Bayer CropScience, which recently broke ground for a new $2.2 million bee research center, says it anticipates hiring 100 new workers in the Triangle over the next three years.

The agribusiness giant currently has 500 employees at its Research Triangle Park campus and another 100 in three locations scattered across the Triangle. It plans to consolidate all of those workers in RTP as well as adding 100 new hires over the next three years, which would swell its RTP workforce to 700, CEO Jim Blome said in an interview.

Meanwhile, a small enclave of employees at another location, in Clayton, will remain in place.

Bayer CropScience is enamored with the access to first-rate scientists and other workers locally and “a great family-friendly environment, great schools ... and the things that make it easier for employees to have a full life,” Blome said.

Bayer CropScience produces seeds and crop-protection products such as insecticides. RTP has long been its North American headquarters, and last year the company also relocated the global headquarters of its seed business from Lyon, France, to RTP.

Last year, Bayer CropScience’s revenue rose 12.4 percent to $10.8 billion.

The company, a subsidiary of German conglomerate Bayer, set the stage for future RTP expansion in December by acquiring 70 acres at the intersection of T.W. Alexander Drive and N.C. 147, north of its existing 57-acre campus.

To accommodate its expansion plans, the company is considering constructing a second high-tech greenhouse and two office buildings at RTP but has made no firm plans, Blome said. That’s on top of a $20 million, 60,000-square-foot greenhouse that opened on its RTP campus last year and a recently completed $16.1 million renovation and expansion of laboratory facilities.

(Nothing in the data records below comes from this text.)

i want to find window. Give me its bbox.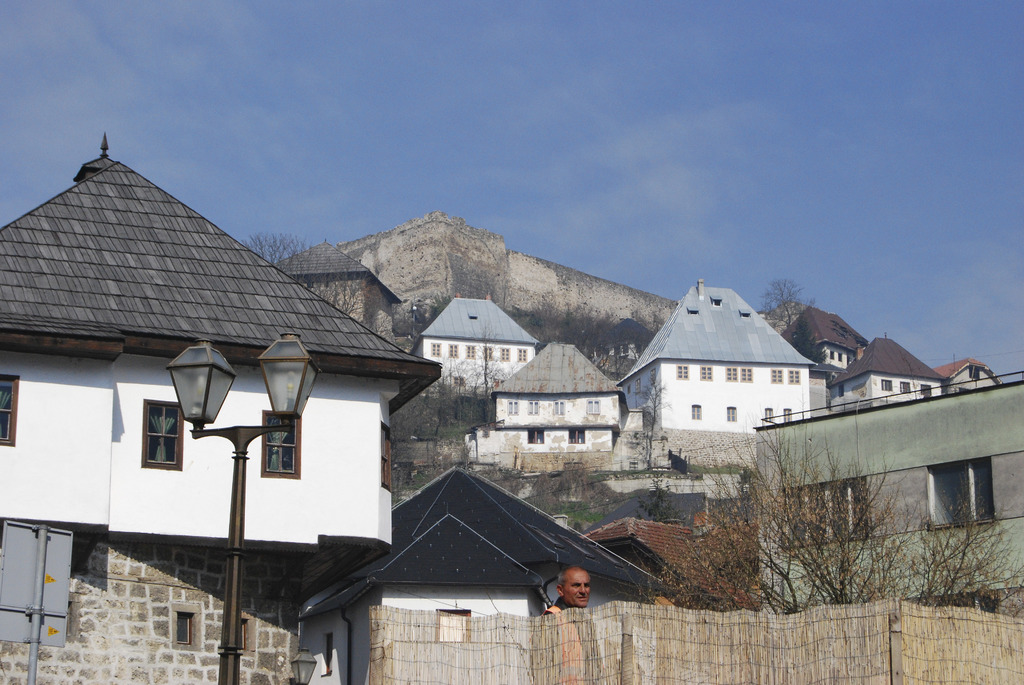
crop(772, 369, 782, 382).
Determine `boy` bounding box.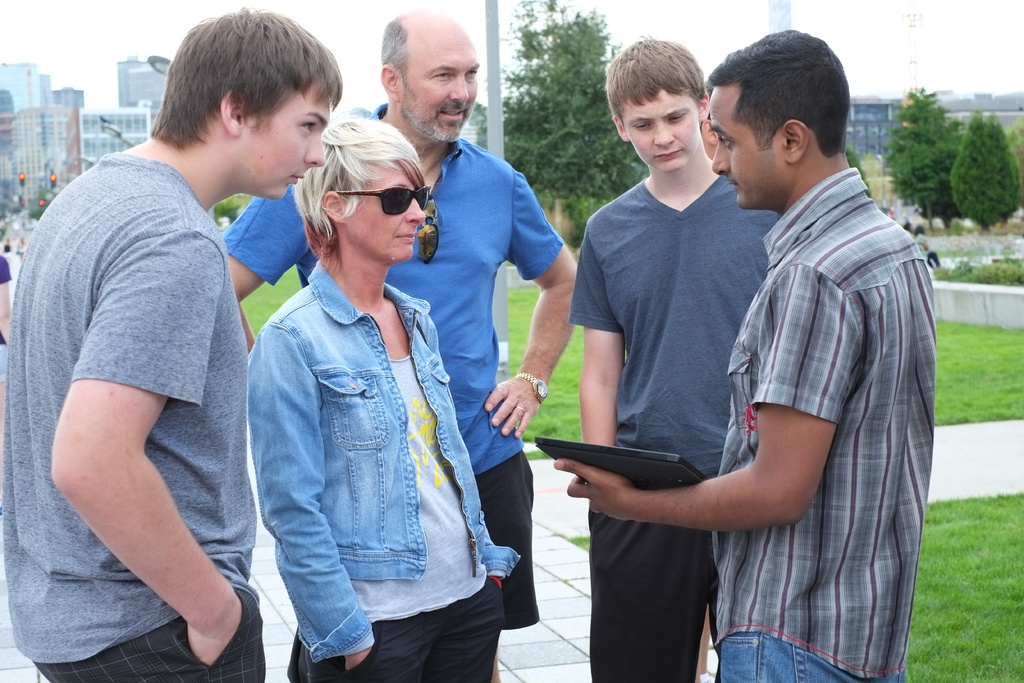
Determined: bbox=(0, 7, 342, 682).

The company also is looking at remodeling the 160,000-square-foot building that houses the bulk of its employees at RTP.

The 6,000-square-foot Bee Care Center, which the company expects to begin operating before the end of the year, will include space for research and 10 beehives with up to 60,000 bees in each hive. It also will have room for graduate students to conduct research as well as meeting and training facilities.

“The public will be invited in to talk about issues surrounding bees and to pique interest and get people to plant bee-friendly crops and flowers,” Blome said.

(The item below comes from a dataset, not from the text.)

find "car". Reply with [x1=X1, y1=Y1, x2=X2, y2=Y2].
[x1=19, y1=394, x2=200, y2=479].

Research will focus on rooting out what’s behind the alarming decline in the bee population worldwide. Some critics contend certain Bayer pesticides contribute to that problem.

“We don’t have any data that reflects that our pesticides, when used properly according to label, have any effect on bees,” Blome said.

In addition to the bee center in RTP, the company also has 15 hives in Clayton, where it is investing $300,000 to expand the research capabilities there.

Having two different bee research sites, Blome said, “is important in diversifying your data.”

Bayer CropScience is one of several giant agribusinesses that have a major presence in the Triangle. Syngenta, which just completed a $72 million greenhouse in RTP, BASF and Monsanto also have operations here.

“Proximity to our competition is not seen as a negative but rather as a positive,” Blome said. “Building the area as a biotech center for the world is something we’re glad to be a part of.”